Pakistan’s ranking in the Human Development Index (HDI) 2025 stands at a sobering 168 out of 193 countries, with a value of 0.544, categorizing it among nations with Low Human Development. This marks a significant fall of 19 positions from its previous standing—one of the steepest declines globally—highlighting a sharp reversal in developmental momentum.
The core indicators reveal a troubling picture: life expectancy is 67.6 years; expected years of schooling are just 7.9; mean years of schooling are a mere 4.3; Gross National Income per capita stands at $5,501; the inequality-adjusted HDI drops further to 0.392; and the Gender Inequality Index is at a concerning 0.536. These statistics point to long-standing patterns of underinvestment in key sectors such as education and health, persistent income inequality, and a structural economic fragility that remains unaddressed.
Pakistan fares poorly even within its own region. Among South Asian peers—India, Bangladesh, and Sri Lanka—Pakistan consistently ranks lowest across nearly every human development metric, from income and life expectancy to gender equity and educational attainment.

The broader South Asian region also faces development challenges, with high inequality contributing to an average 30 percent loss in human development potential. Pakistan’s loss is even more severe. Gender disparities remain pronounced, as evidenced by one of the region’s worst GII scores, and its education system lags far behind, with school expectancy rates at the bottom of the regional scale.
Healthcare performance too shows stagnation, with only marginal gains in life expectancy despite a growing population and evolving health demands.
The 2025 Human Development Report underscores that development progress is fundamentally a function of policy choices, not inevitability. Countries that have advanced on the HDI ladder have done so through consistent, strategic investments. For instance, Sri Lanka, despite economic instability, has ensured near-universal access to education and healthcare.
Other nations such as Vietnam has embraced digital tools to extend public services, empowered marginalized populations, and built inclusive welfare systems to spur HDI growth. These examples show the power of deliberate, equity-focused policy decisions in driving transformative development.
Pakistan can draw valuable lessons from these global and regional success stories. It must reorient its national development strategy toward people-centred outcomes rather than GDP growth alone. That begins with prioritizing foundational investments in education and healthcare, particularly in underserved areas.
It also requires confronting inequality directly by enacting fiscal reforms that ensure wealth redistribution and equitable access to services. Addressing gender disparity must be a core priority, supported by policies that promote female participation in education, work, and governance. Moreover, strengthening institutional capacity through better governance, digital innovation, and transparent service delivery will be key to sustained progress.
Pakistan’s low HDI performance is not a reflection of its potential but rather the consequence of critical decisions delayed or ignored.
The global experience, including from within South Asia, shows that when people—not just productivity or profit—are at the centre of policy, development follows. As the 2025 Human Development Report makes clear, technology may be the enabler, but human agency is the true driver of progress. For Pakistan to move forward meaningfully on the HDI scale, it must make the choice to put human development at the heart of its national agenda.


TASK: Beginning with the line that contains "At what (x,y)", restate each line below through the final one exactly, and exclude the pictures.

DATA RECORDS:
========================

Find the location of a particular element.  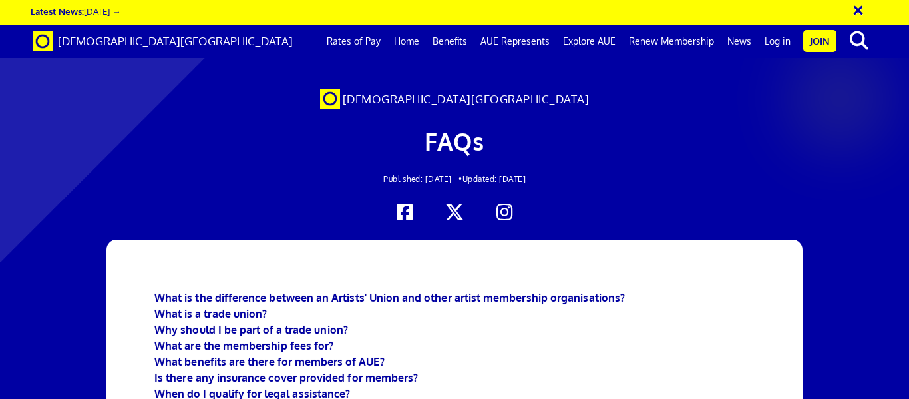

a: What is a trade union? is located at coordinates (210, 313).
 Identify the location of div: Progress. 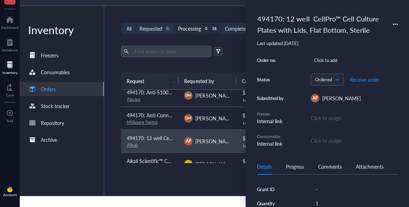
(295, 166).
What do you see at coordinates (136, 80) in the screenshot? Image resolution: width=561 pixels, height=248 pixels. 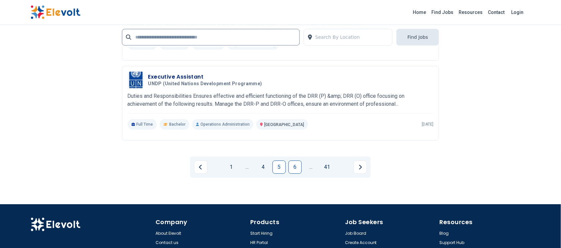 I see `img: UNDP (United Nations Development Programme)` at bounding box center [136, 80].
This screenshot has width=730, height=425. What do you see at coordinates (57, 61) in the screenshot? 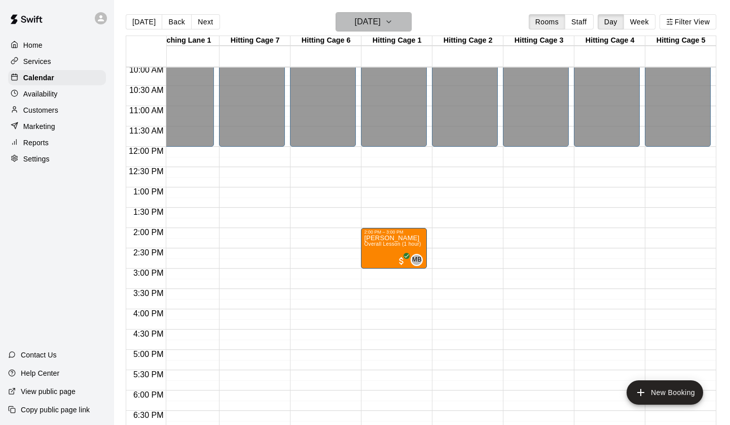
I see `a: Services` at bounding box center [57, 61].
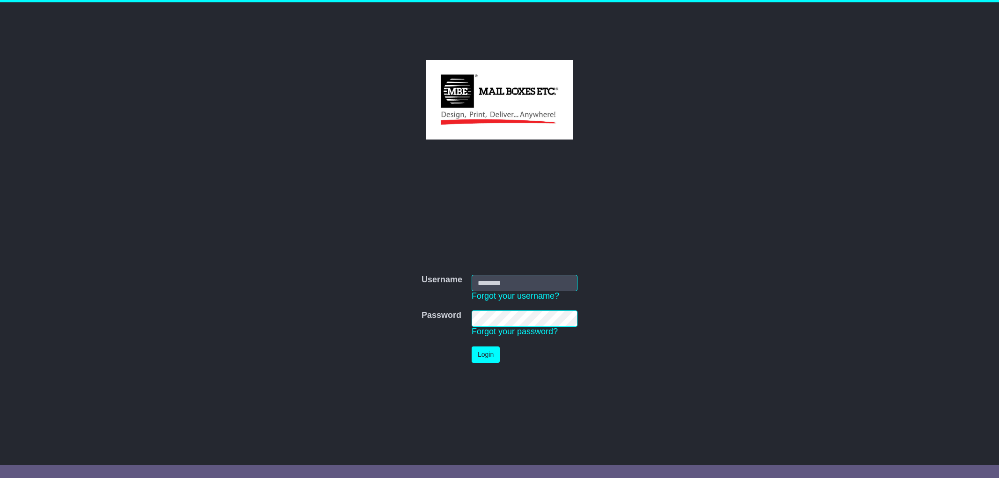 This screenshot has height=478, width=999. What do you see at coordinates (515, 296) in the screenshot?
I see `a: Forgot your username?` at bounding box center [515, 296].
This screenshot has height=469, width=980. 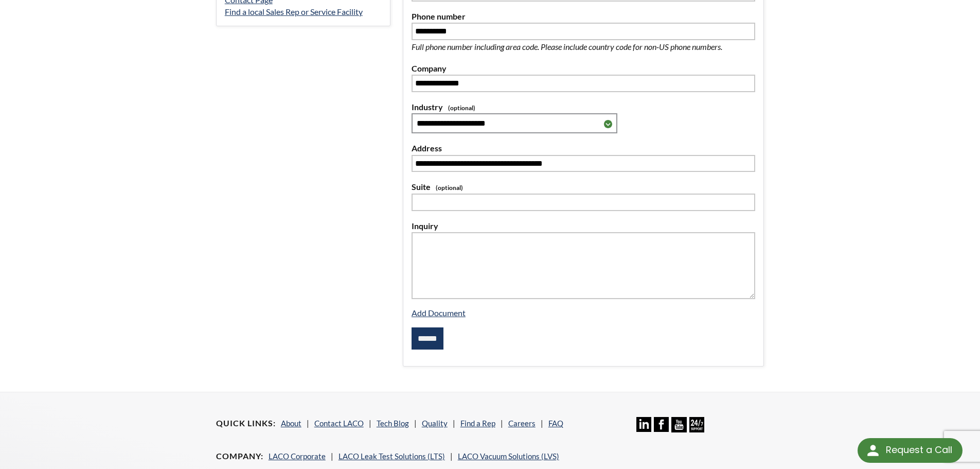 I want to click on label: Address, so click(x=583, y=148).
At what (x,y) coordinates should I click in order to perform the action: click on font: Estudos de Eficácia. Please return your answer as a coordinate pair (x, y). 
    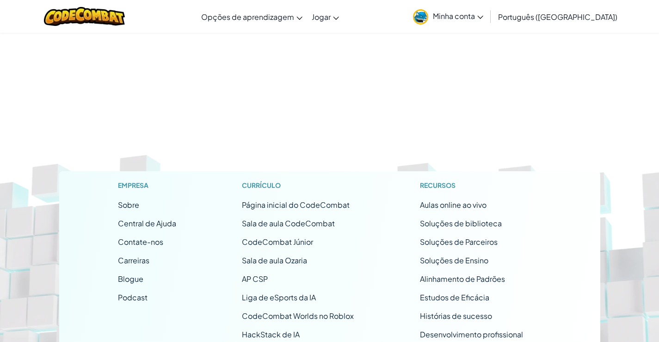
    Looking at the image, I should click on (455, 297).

========================

EXERCISE RESULT:
At what (x,y) coordinates should I click in order to perform the action: click on font: Estudos de Eficácia. Please return your answer as a coordinate pair (x, y). 
    Looking at the image, I should click on (455, 297).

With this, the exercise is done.